In a second article – prompted by several readers who wrote letters to the editor – the author provided measurements that clearly showed that, indeed, the VSWR was improved with a certain length of cable [2].

Now transmission line theory says that a transformation resulting in a different VSWR can only be achieved by a piece of line with a different impedance that the characteristic impedance of the system, see my recent article on the subject. So there must be another reason why the impedance is changed – as clearly shown by the authors measurements. The author of the article claimed here that there is a discrepance between theory and practice – I'll show in the following that there is a reasonable explanation for the findings without dumping the existing electromagnetics theory.

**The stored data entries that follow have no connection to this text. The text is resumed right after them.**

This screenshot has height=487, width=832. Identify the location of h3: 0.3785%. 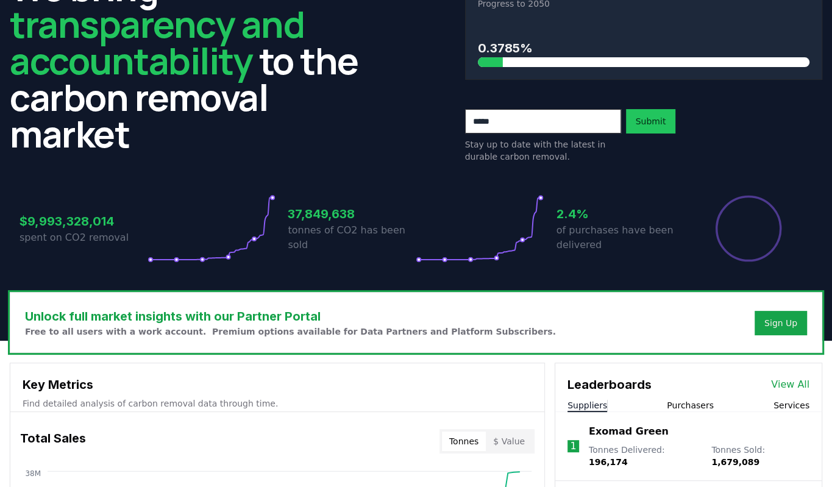
(644, 48).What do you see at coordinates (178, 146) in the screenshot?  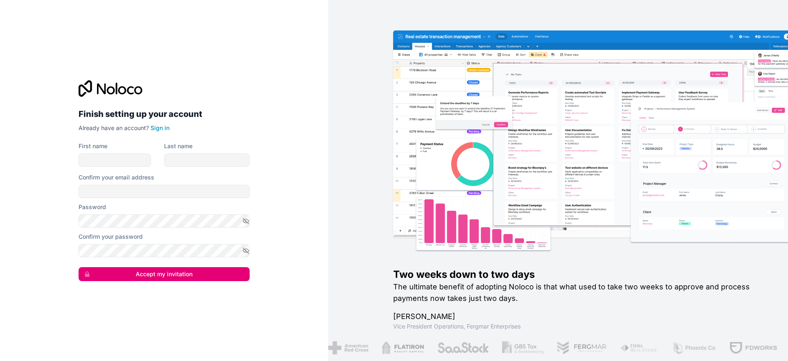 I see `label: Last name` at bounding box center [178, 146]. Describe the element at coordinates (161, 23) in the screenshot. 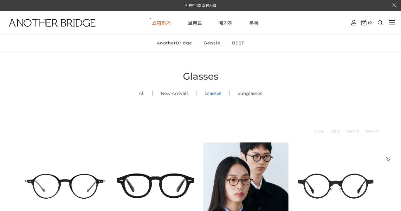

I see `a: 쇼핑하기` at that location.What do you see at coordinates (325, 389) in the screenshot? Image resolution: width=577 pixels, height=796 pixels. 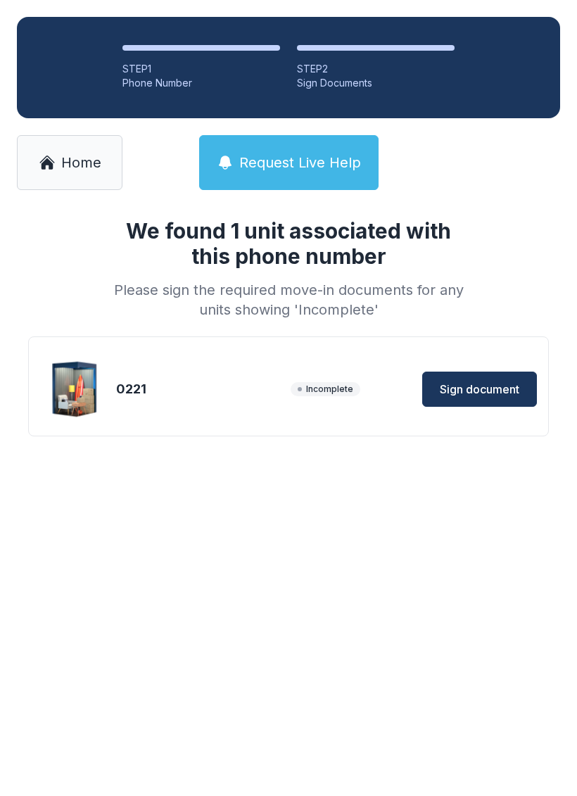 I see `span: Incomplete` at bounding box center [325, 389].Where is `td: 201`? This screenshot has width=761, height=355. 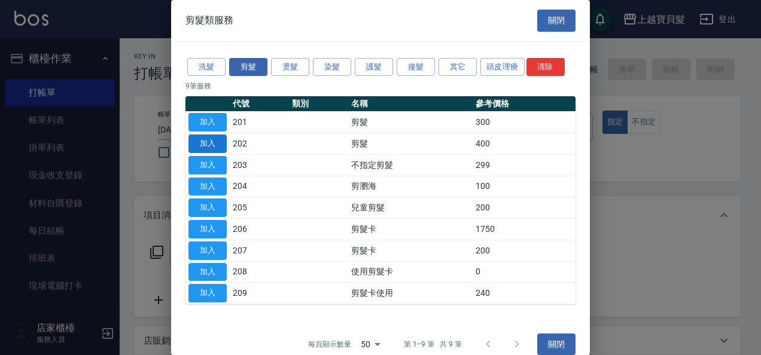 td: 201 is located at coordinates (259, 123).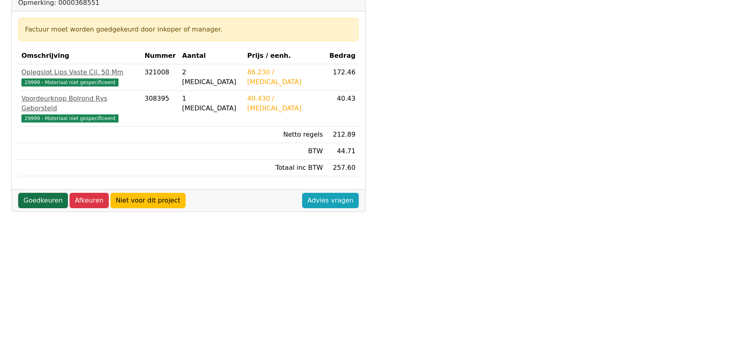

The hint here is that the author did not use a balun or any other means that prevents current on the outer sheath of the feedline. So I had some fun modelling the setup with the antenna simulation program NEC2. The results should be reproduceable with any other antenna simulation program, at least if it contains a NEC core (e.g. EZNEC) which can model ground and not just free space. I've modelled the (simple two-element) antenna from the original article.

The following image shows the standing wave ratio (VSWR) and the impedance split into real and imaginary part directly at the antenna. The first NEC input file can be used to reproduce the results. Note that I'm using a Sommerfeld/Norton ground model with a medium quality ground. The antenna is located 15m above ground in the model because the antenna is meant to be used on a balcony.

 

/images/an-der-antenne.png

 

The next image shows the same antenna with a length of feedline (the length is the one for which the author claims that it can improve the VSWR). Note that the feedline is not modelled as a piece of wire but as a transmission line (which NEC provides as an abstraction). Again we show real and imaginary part. The electrical length (NEC uses only the electrical length when modeling transmission lines, no velocity factor is necessary) is about 1.81m computed by the formula in [1] with a velocity-factor of 1. It can be clearly seen that the impedance changes but the VSWR stays the same. The corresponding second NEC input file can be used to reproduce these results.

 

/images/mit-speiseleitung.png

 

Now to simulate the conditions at the feedpoint when there is no balun I've modeled a wire between the antenna and the feedpoint at the end of the cable in the third NEC input file. The following image shows the model, we have an additional wire which represents the outside of the coax feedline. It is connected to the antenna at one point and to the end of the coax at the second point. The length of the cable is the physical length. Except for a small increase of the electrical length due to the isolation (not with the usual coax velocity factor, we're simulating only the outer braid!) the cable in the model needs to use the real physical length of the coax as computed by the formula in the first article [1]. We're using 1.484m from [1], table 3 for an Aircell5 with the factor n=1 in the table. Now we see that, indeed, as observed in the second article [2], the standing wave ratio VSWR is indeed smaller. The reason is, that due to a missing balun, the antenna itself has changed: The outer braid of the feedline is part of the antenna.

 

/images/mit-mantelwelle.png

 

A view with the Linux program xnec2c shows the currents in the antenna and on the outer braid of the feedline. We can clearly see that there is current on the outer braid of the feedline (the feedline in the picture is the long part to the right, in parallel to that the modelled transmission line is shown).

 

/images/mit-mantelwelle-antenne.png

 

So the electromagnetics theory is saved, there is a physical explanation of the phenomenon. It would still be interesting to model different influences like height above ground or different ground characteristics – and find out if the results above are reproduceable with different parameters since the author claims that the observed behaviour is well known ([2] p. 35).